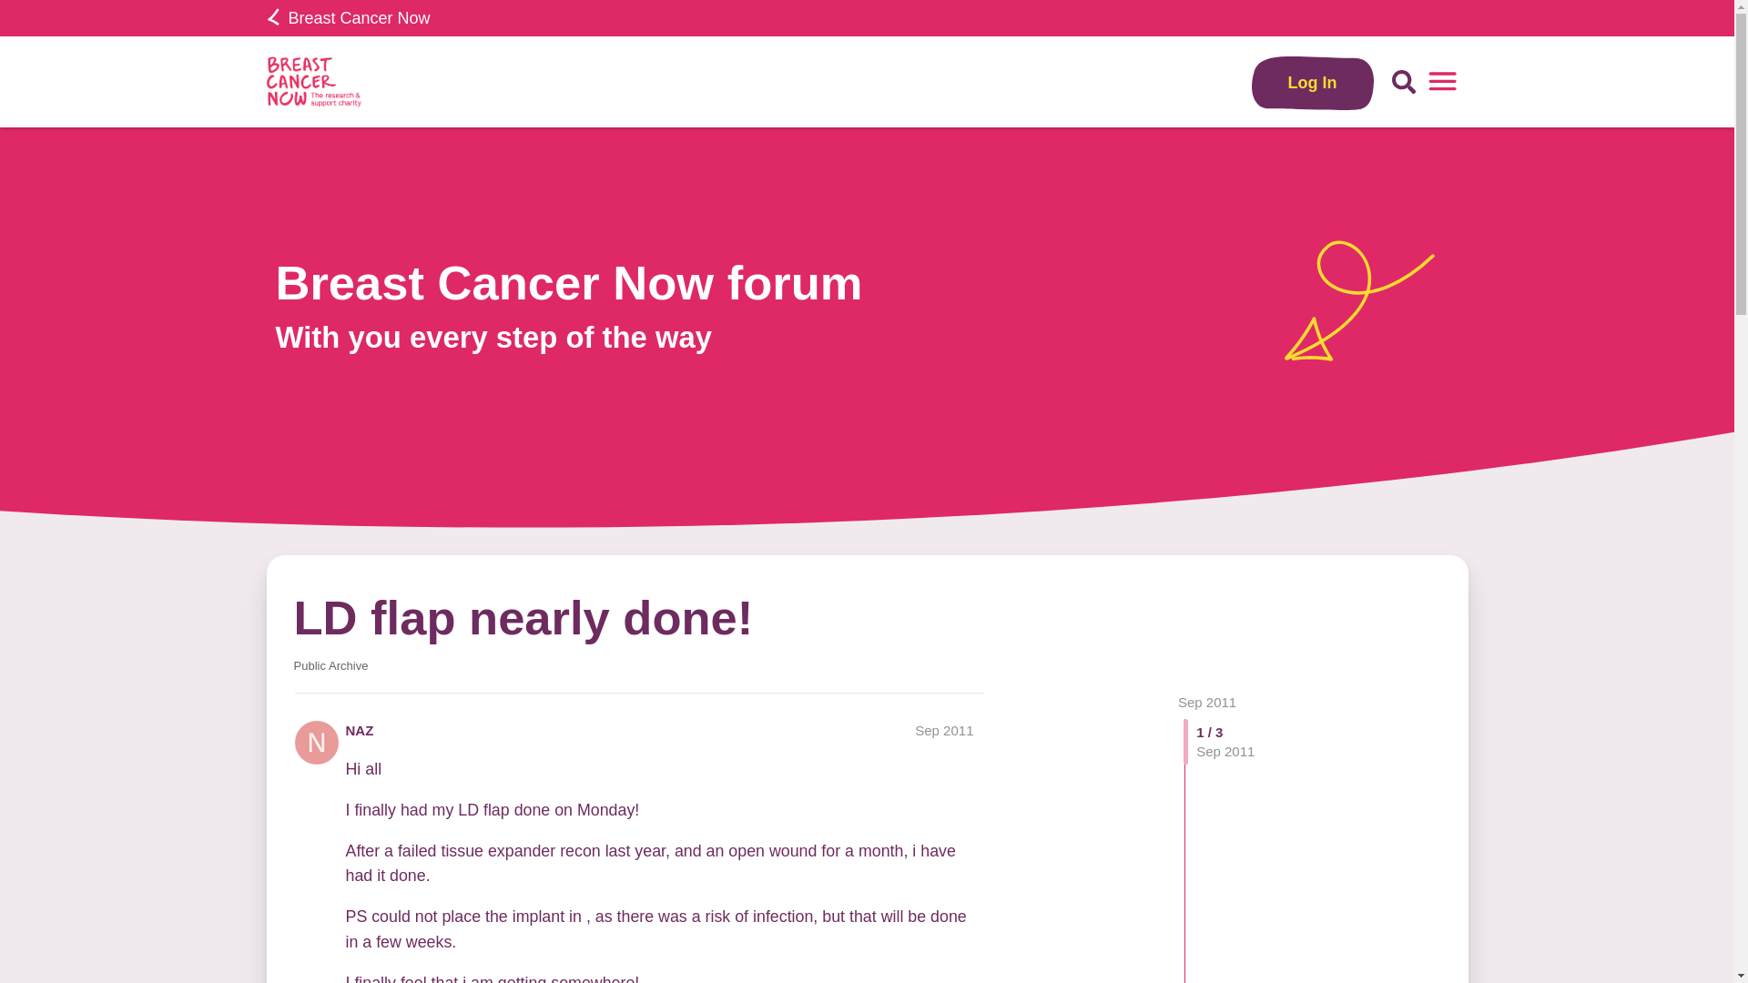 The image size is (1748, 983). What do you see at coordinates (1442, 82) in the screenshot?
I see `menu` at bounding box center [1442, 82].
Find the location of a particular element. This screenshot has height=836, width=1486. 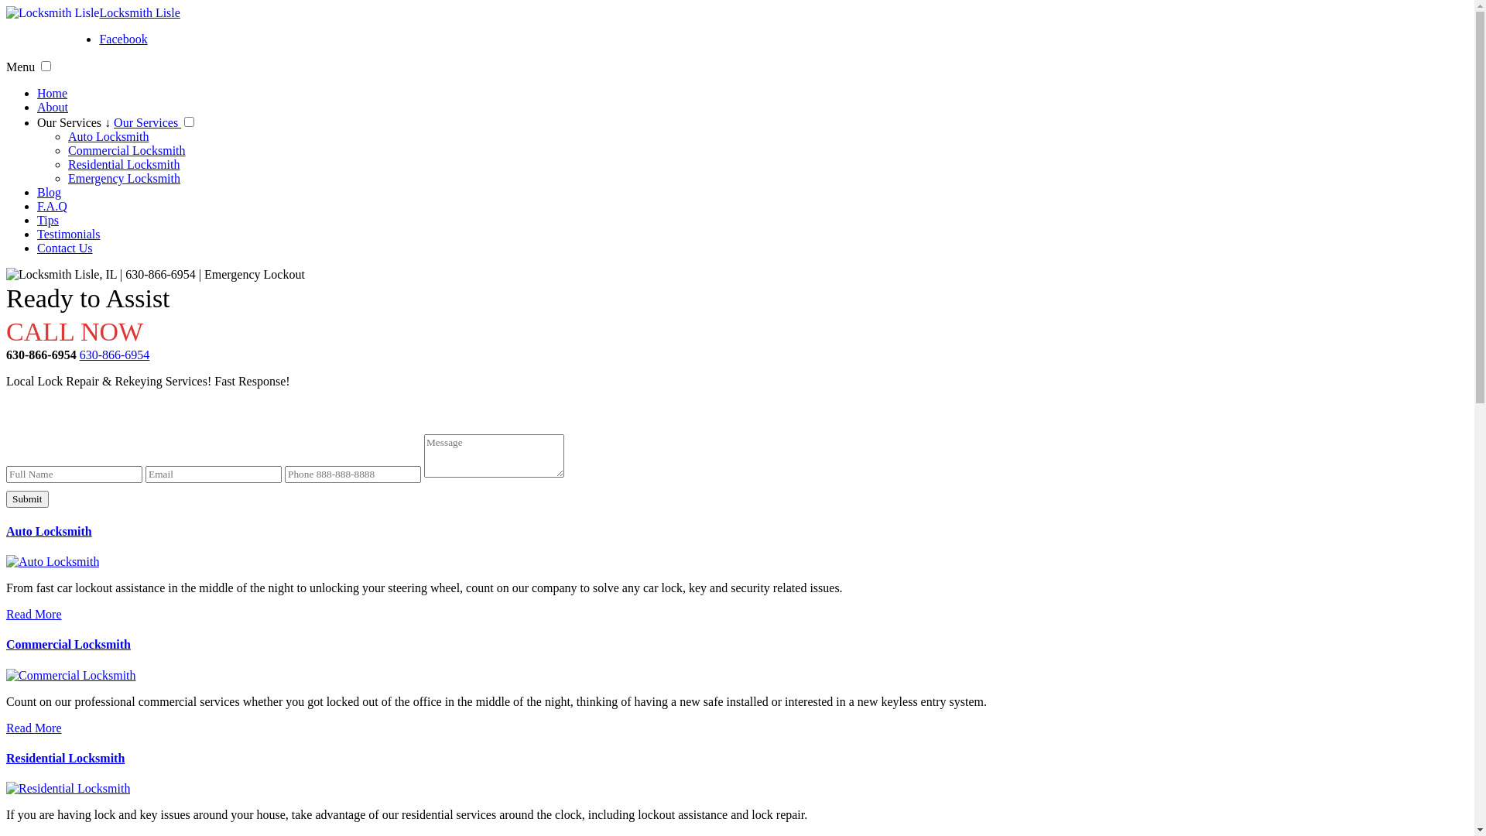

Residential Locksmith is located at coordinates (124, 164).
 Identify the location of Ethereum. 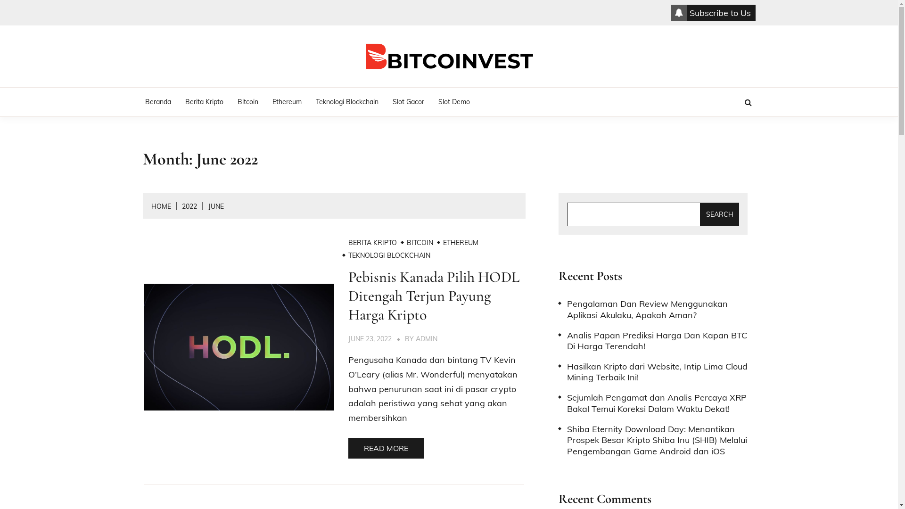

▶ **Description of the task**
Only the lines from the one containing "Find the location" through the last line of the entries above should be copied, exactly as they are and without the pictures.

▶ **Output for this task**
Find the location of a particular element. This screenshot has height=836, width=1486. 

Residential Locksmith is located at coordinates (124, 164).
 Identify the location of Ethereum. 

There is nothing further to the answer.